- AIC SB407-VA high-density 4U storage server has 60 HDD bays and 8 SSD bays
- Supports Xeon CPUs, DDR5, PCIe Gen5, and NVMe, SAS, SATA connectivity
- Redundant cooling and power management keep the 80kg server reliable under heavy workloads
The SB407-VA from AIC is a new 4U high-density storage server built to cram in drives. It supports 60 hot-swappable 3.5-inch bays, 8 2.5-inch bays, and 2 M.2 slots, aiming for almost 3PB of raw storage.
It uses dual 4th and 5th Gen Intel Xeon Scalable processors and modern features such as DDR5 and PCIe Gen5.
Built for AI tasks, data analytics, and large-scale data lakes, the server offers multiple PCIe Gen5 slots, M.2 support, and a mix of NVMe, SAS, and SATA connectivity.
Why no 3.5-inch SSDs?
To keep hardware running under pressure, it uses front-to-back airflow, hot-swap redundant fans, and 800W redundant power supplies.
The server includes built-in management tools to provide power, cooling, and system health, even if the machine itself is down.
At 434 x 853 x 176mm and weighing about 80kg (around the same weight as a washing machine), the SB407-VA packs power and storage into a compact unit that fits neatly into a standard data center rack.
The system has been built to balance scale and resilience, giving enterprises a way to combine massive storage with modern compute, but with all those bays dedicated to 3.5-inch drives, it got me thinking something I’ve never considered before – why aren’t there any 3.5-inch SSDs?
The answer (which I suspect I already knew) is straightforward. SSDs just don’t need the space.
Flash chips and controllers occupy so little space that they fit easily within a 2.5-inch -or smaller – form factor. Larger enclosures would be mostly empty.
To fill a 3.5-incher, you’d need to add more chips, and that would simply drive costs up without delivering real performance benefits.
Data centers also prefer 2.5-inch drives because they allow greater capacity in limited rack space, making them more practical than larger formats.
So while the SB407-VA shows why 3.5-inch bays remain essential, SSDs will stay small, leaving those bays to spinning rust.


* **EXERCISE INSTRUCTIONS**: The line with "Localize each UI component in this 495px" marks the first line to copy, and the line with "identify all the" marks the last. Transcribe that stretch of the data below exactly, without pictures.

* **ENTRIES SHOWN**:
* * * * *

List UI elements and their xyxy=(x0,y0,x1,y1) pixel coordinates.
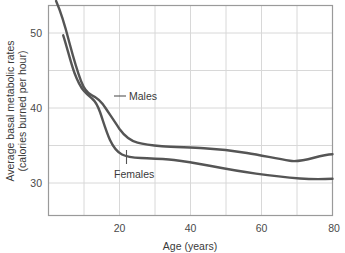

* * * * *

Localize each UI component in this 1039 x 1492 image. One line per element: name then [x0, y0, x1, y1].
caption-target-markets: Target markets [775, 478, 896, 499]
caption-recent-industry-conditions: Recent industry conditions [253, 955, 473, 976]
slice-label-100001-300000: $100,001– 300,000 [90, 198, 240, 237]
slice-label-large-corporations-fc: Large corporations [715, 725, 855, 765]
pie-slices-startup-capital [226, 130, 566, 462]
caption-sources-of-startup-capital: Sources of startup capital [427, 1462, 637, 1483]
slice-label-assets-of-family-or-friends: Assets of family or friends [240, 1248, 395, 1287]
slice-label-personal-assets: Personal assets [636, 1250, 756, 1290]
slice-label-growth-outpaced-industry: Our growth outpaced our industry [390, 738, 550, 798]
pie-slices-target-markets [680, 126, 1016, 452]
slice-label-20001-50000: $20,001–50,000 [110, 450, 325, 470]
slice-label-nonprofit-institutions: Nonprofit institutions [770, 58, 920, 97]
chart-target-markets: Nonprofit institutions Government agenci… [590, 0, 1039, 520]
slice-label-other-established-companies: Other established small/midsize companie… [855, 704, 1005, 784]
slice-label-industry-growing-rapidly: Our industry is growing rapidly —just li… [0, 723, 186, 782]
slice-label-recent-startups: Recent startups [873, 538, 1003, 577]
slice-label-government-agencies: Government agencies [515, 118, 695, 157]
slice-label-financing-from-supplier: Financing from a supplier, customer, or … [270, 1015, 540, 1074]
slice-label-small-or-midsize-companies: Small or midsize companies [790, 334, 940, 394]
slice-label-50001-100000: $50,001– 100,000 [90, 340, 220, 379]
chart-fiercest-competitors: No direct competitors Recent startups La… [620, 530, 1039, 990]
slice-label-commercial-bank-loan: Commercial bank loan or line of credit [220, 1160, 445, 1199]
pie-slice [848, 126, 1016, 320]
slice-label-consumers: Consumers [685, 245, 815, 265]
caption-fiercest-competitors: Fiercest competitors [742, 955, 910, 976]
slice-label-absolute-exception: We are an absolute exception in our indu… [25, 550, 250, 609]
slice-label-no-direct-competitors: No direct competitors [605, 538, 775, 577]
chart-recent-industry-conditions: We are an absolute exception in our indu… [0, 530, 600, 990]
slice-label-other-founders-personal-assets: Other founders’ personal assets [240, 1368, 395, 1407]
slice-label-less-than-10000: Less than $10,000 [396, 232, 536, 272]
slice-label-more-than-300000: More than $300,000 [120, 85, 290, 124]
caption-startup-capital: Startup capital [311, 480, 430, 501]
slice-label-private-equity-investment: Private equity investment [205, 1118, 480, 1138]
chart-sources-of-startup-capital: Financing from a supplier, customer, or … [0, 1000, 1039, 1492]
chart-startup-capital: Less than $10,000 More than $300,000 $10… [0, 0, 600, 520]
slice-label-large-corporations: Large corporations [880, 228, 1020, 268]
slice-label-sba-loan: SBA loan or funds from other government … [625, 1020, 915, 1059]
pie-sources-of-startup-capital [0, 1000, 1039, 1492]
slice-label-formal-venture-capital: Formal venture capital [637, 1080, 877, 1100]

* * * * *

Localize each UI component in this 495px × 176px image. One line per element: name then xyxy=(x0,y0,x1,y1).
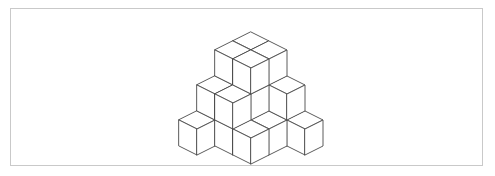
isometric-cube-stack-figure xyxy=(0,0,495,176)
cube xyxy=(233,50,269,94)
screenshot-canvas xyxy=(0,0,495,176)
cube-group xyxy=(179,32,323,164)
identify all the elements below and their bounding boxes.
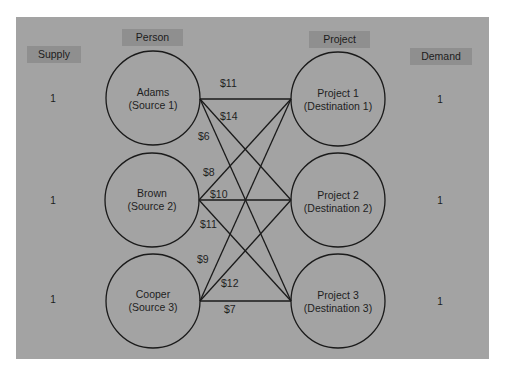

* * * * *

* **REPLY TO THE EXERCISE**:
Localize each UI component in this 495px × 176px image. One line per element: name then xyxy=(x0,y0,x1,y1).
isometric-cube-stack-figure xyxy=(0,0,495,176)
cube xyxy=(233,50,269,94)
screenshot-canvas xyxy=(0,0,495,176)
cube-group xyxy=(179,32,323,164)
identify all the elements below and their bounding boxes.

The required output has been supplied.